- **EXERCISE**
Below are some records. Write out exactly their lines from the one with "This screenshot has width=411, height=532." through the one with "Task: Click on", and leave the pictures behind.

- **SUPPLIED MATERIAL**
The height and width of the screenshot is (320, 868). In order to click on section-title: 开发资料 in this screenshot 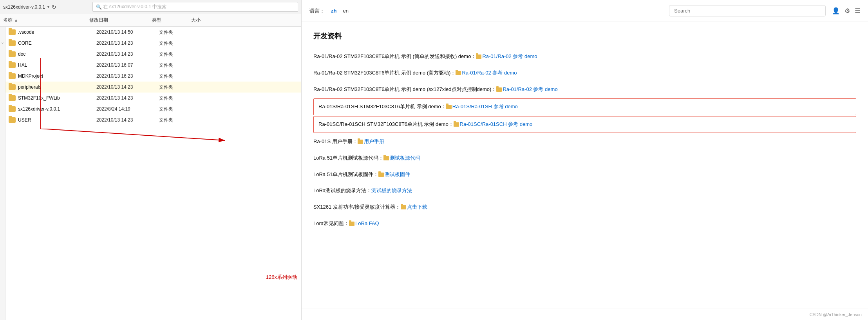, I will do `click(585, 36)`.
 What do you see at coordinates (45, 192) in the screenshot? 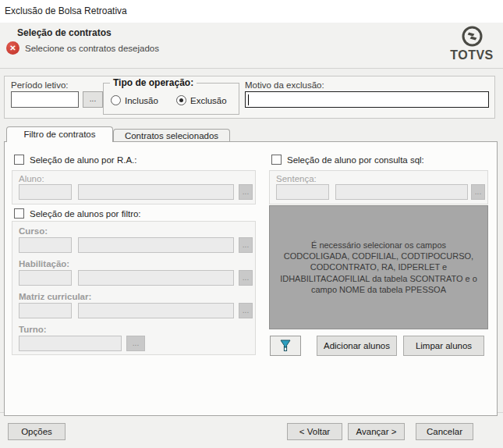
I see `aluno-codigo-input` at bounding box center [45, 192].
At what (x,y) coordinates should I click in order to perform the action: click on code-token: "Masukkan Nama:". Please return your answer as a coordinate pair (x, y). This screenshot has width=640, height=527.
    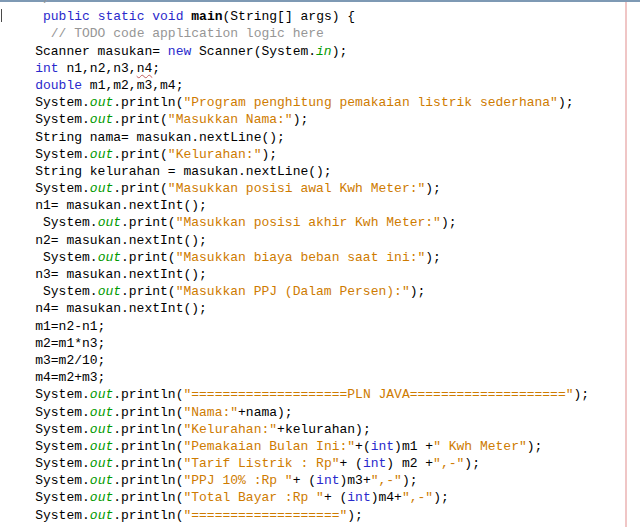
    Looking at the image, I should click on (230, 120).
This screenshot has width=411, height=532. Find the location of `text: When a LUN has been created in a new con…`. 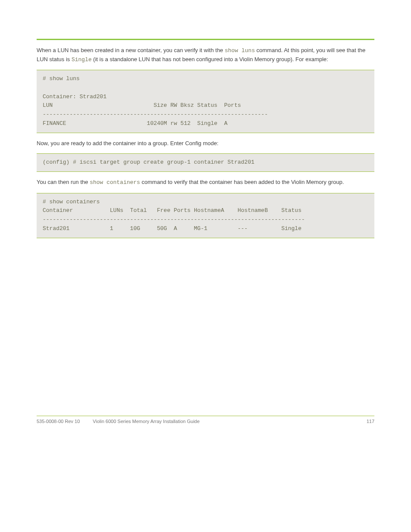

text: When a LUN has been created in a new con… is located at coordinates (131, 50).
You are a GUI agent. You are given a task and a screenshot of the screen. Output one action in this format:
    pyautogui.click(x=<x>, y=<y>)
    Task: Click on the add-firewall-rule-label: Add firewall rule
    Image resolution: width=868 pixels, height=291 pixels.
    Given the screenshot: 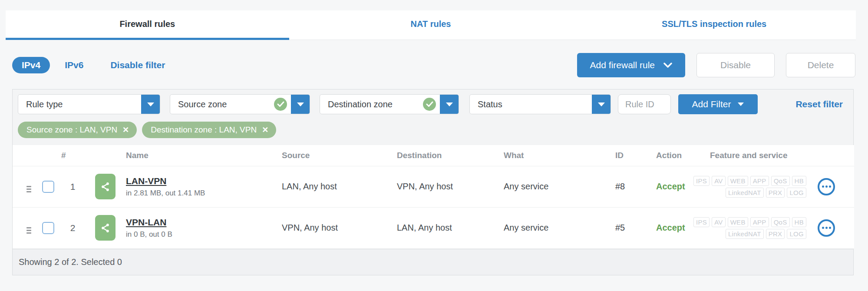 What is the action you would take?
    pyautogui.click(x=623, y=65)
    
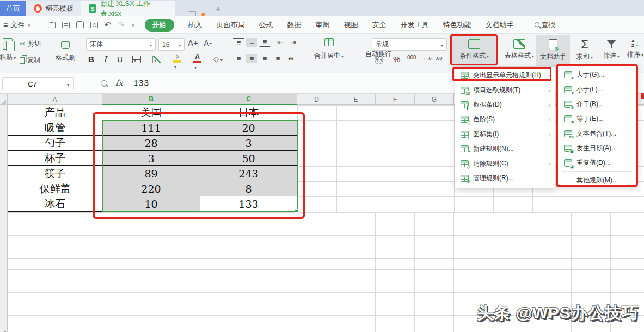 The width and height of the screenshot is (644, 332). What do you see at coordinates (55, 158) in the screenshot?
I see `cell-a4: 杯子` at bounding box center [55, 158].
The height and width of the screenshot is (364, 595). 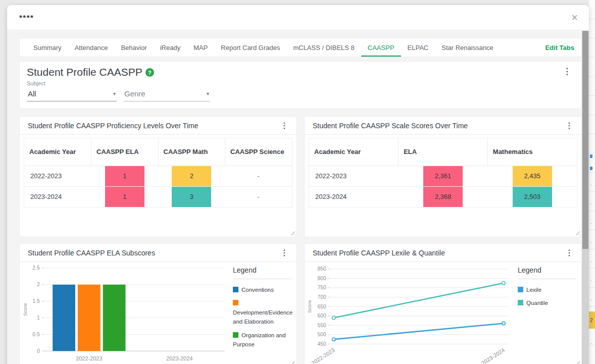 I want to click on score-badge: 1, so click(x=125, y=197).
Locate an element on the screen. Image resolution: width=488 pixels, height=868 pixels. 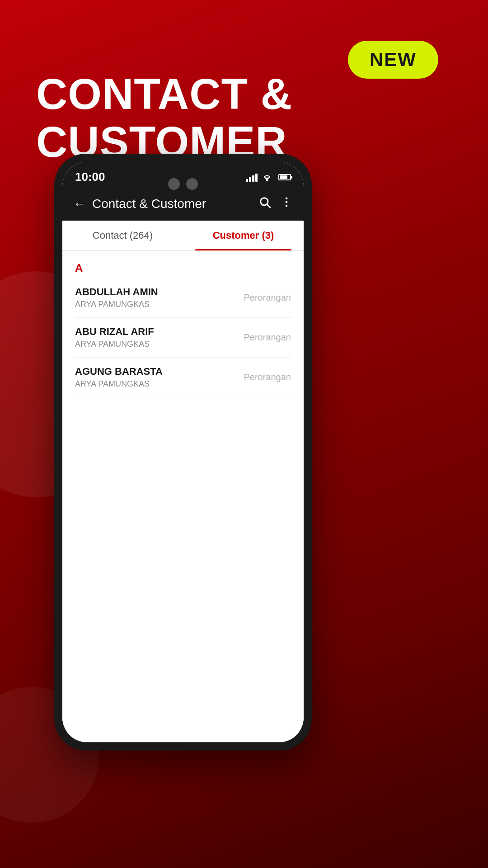
status-time: 10:00 is located at coordinates (90, 177).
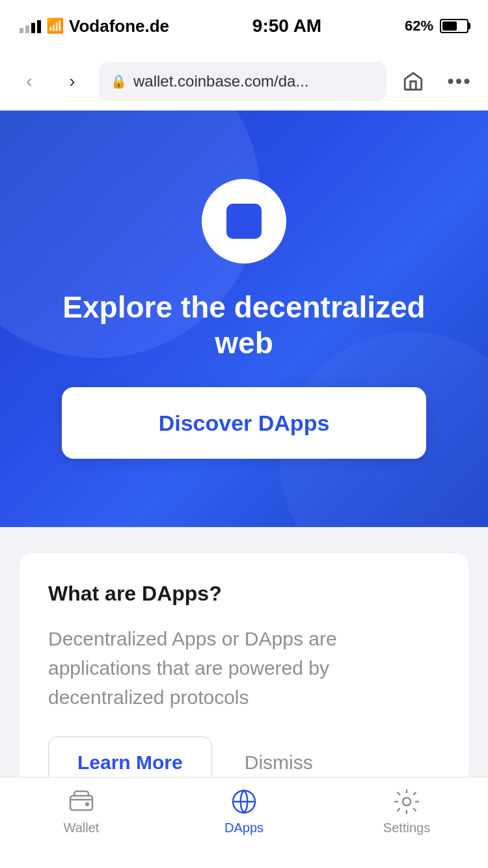 This screenshot has width=488, height=868. Describe the element at coordinates (287, 26) in the screenshot. I see `status-time: 9:50 AM` at that location.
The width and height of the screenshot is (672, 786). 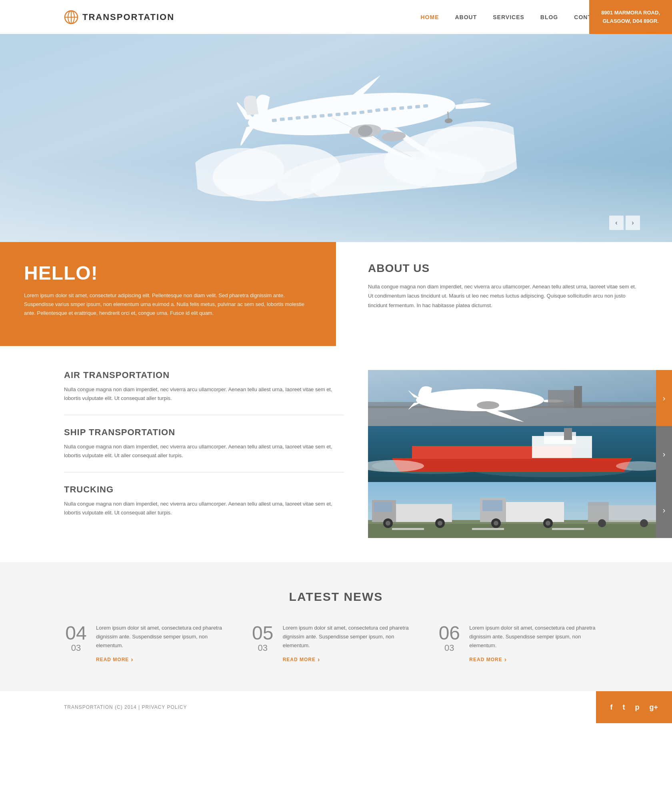 I want to click on address-line1: 8901 MARMORA ROAD,, so click(x=630, y=13).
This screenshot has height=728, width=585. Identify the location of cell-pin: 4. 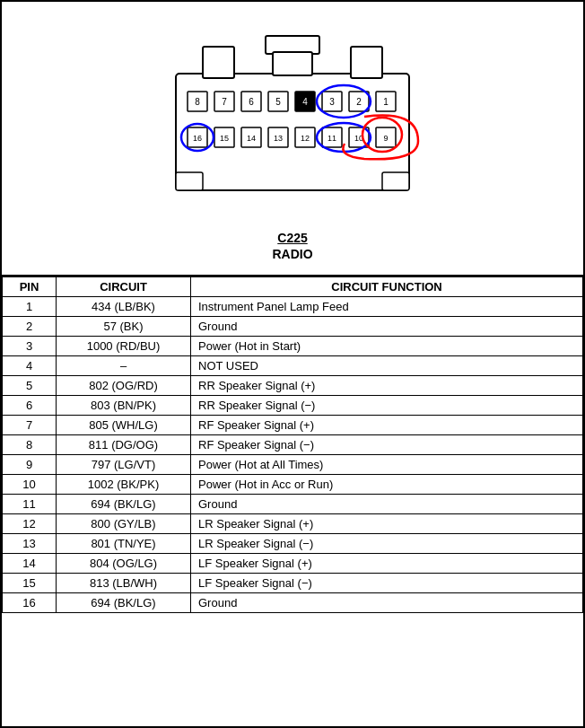
(30, 366).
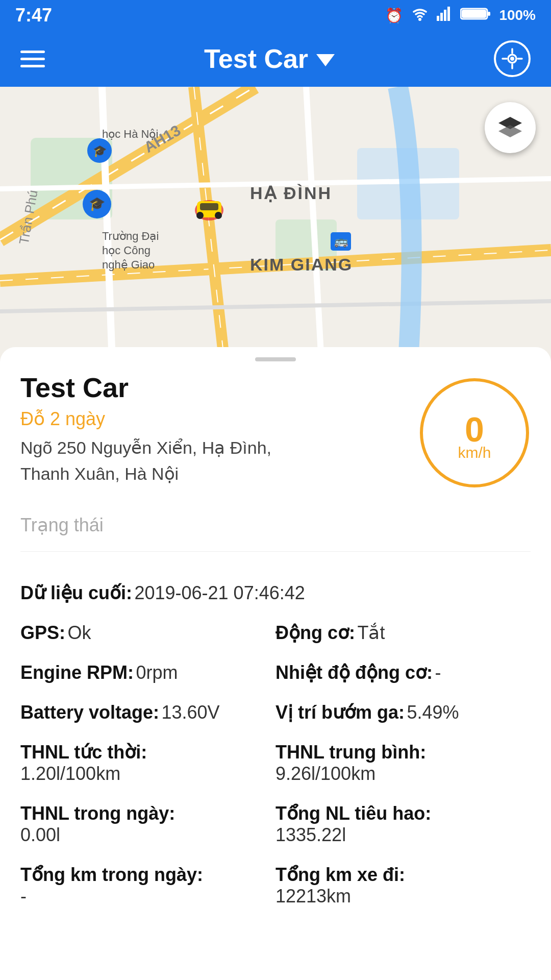 The image size is (551, 980). Describe the element at coordinates (148, 814) in the screenshot. I see `thnl-trongngay-label: THNL trong ngày:` at that location.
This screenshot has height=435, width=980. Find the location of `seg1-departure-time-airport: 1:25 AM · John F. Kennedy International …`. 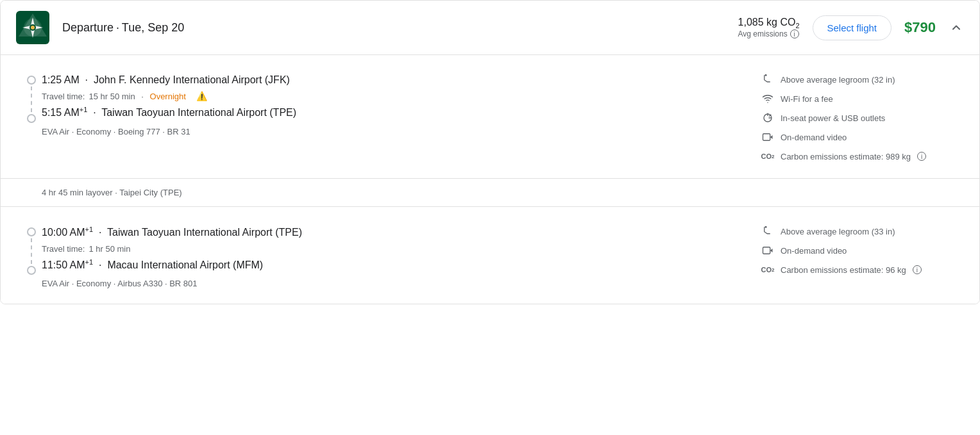

seg1-departure-time-airport: 1:25 AM · John F. Kennedy International … is located at coordinates (169, 80).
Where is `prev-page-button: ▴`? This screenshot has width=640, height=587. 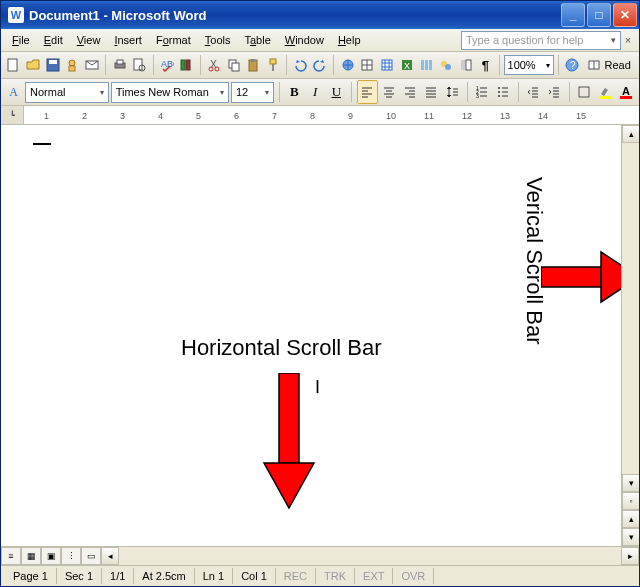 prev-page-button: ▴ is located at coordinates (630, 519).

- **ANSWER FOR THIS EXERCISE**
This screenshot has width=411, height=532. Find the location of `text: When a LUN has been created in a new con…`. 

text: When a LUN has been created in a new con… is located at coordinates (131, 50).
You are a GUI agent. You are given a task and a screenshot of the screen. Output one action in this format:
    pyautogui.click(x=<x>, y=<y>)
    Task: Click on the add-firewall-rule-label: Add firewall rule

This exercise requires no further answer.